I’ve very new to CFD (I’m an Electrical Engineer), so maybe some questions I ask are a bit premature
and I’d discover them myself working through the tutorials, so I’m a bit wary of asking,
but my enthusiasm is now, so I’ll ask anyway. I have commenced SimScale Academy
and bought Batchelor’s Introduction to Fluid Dynamics, so hopefully will catch up soon.
Ultimately I’m Looking to simulate a rotating solar collector as summarized here… https://tinyurl.com/rotatingsolar1 with more detail in the original thesis… https://www.builditsolar.com/Experimental/RSB/The_RSB.pdf
I’m thinking the Conjugate Heat Transfer might be a good fit (after I finish the webinar on that)
to cover heat dissipation to the environment, but in the meantime I’m trying a simpler system
without heat transfer. The original project only ran at modest rpm, but I want to understand the pressure stratification at high rpm - and later with low pressures of the order of 1 Pa.
So here is my simpler project for simulating air in a rotating cylinder as a Laminar Steady-State Compressible Gas with a MRF Rotating Zone applying the rotation.
Run2 @ 100rad/s does produce some pressure stratification as expected
But I wonder if the pressure may be different in the center, so I add a cutting plane and get…
which doesn’t show the pressure profile in the middle plane.
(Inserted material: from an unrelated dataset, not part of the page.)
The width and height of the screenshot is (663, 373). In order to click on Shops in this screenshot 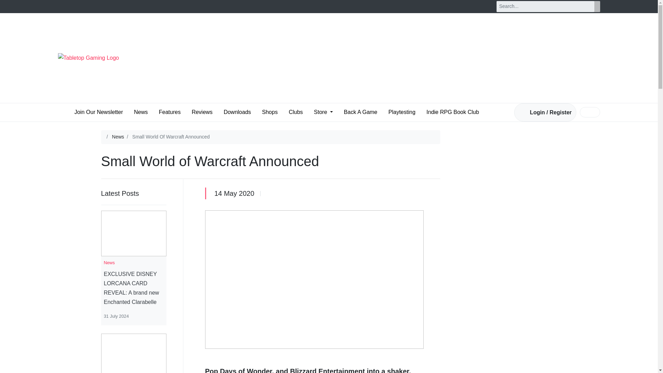, I will do `click(270, 112)`.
So…
Q1. How can I show the pressure gradient in the middle plane?
Now even though the solution ends up physically plausible, the residuals are poor…
Now I have to admit, I don’t know what all these specific residuals are. “Ux/y/z” is straight forward, but I’m only presuming “p” is pressure and “h” I have no idea, and my google-fu is failing me. So…
Q2. Where can I read about the meanings of the residuals?
Just changing the speed with Run 3 at 1000rad/s seems to produce a better result with more stratification…
and better looking residuals…
but I don’t know the significance of the “p” rising after the minima near 100s. How might it be interpreted? (Q3)
And maxing out the speed with Run 4 at 10000rad/s seems broken - the stratification is lost and the negative pressure seems implausible…
and the velocity residuals oscillate badly…
so its easy to guess I’ve exceeded the bounds of the solver, but I’d really like to get a sim to work at this speed.
There exist real-life turbines that spin at this speed, and this plays into other ideas I want to investigate.
So rather than thrash around burning compute time I thought I’d just ask…
Q3. I imagine that at that high speed, a finer time resolution might be appropriate before making the mesh smaller?
Q4. Is a laminar flow suitable for this?
Q5. Are No-slip walls correct? I've since read that No-slip is for viscous fluids which stick to the wall, which doesn't sound like gas.
Q6. I'd like to re-do exactly Run3 by change it from No-slip to Slip, but I've lost track of several setting changed a few days ago? Now because I'm lazy, how to I copy the archived-Run3-settings to the current-settings so I only need to make that single change before the the next run?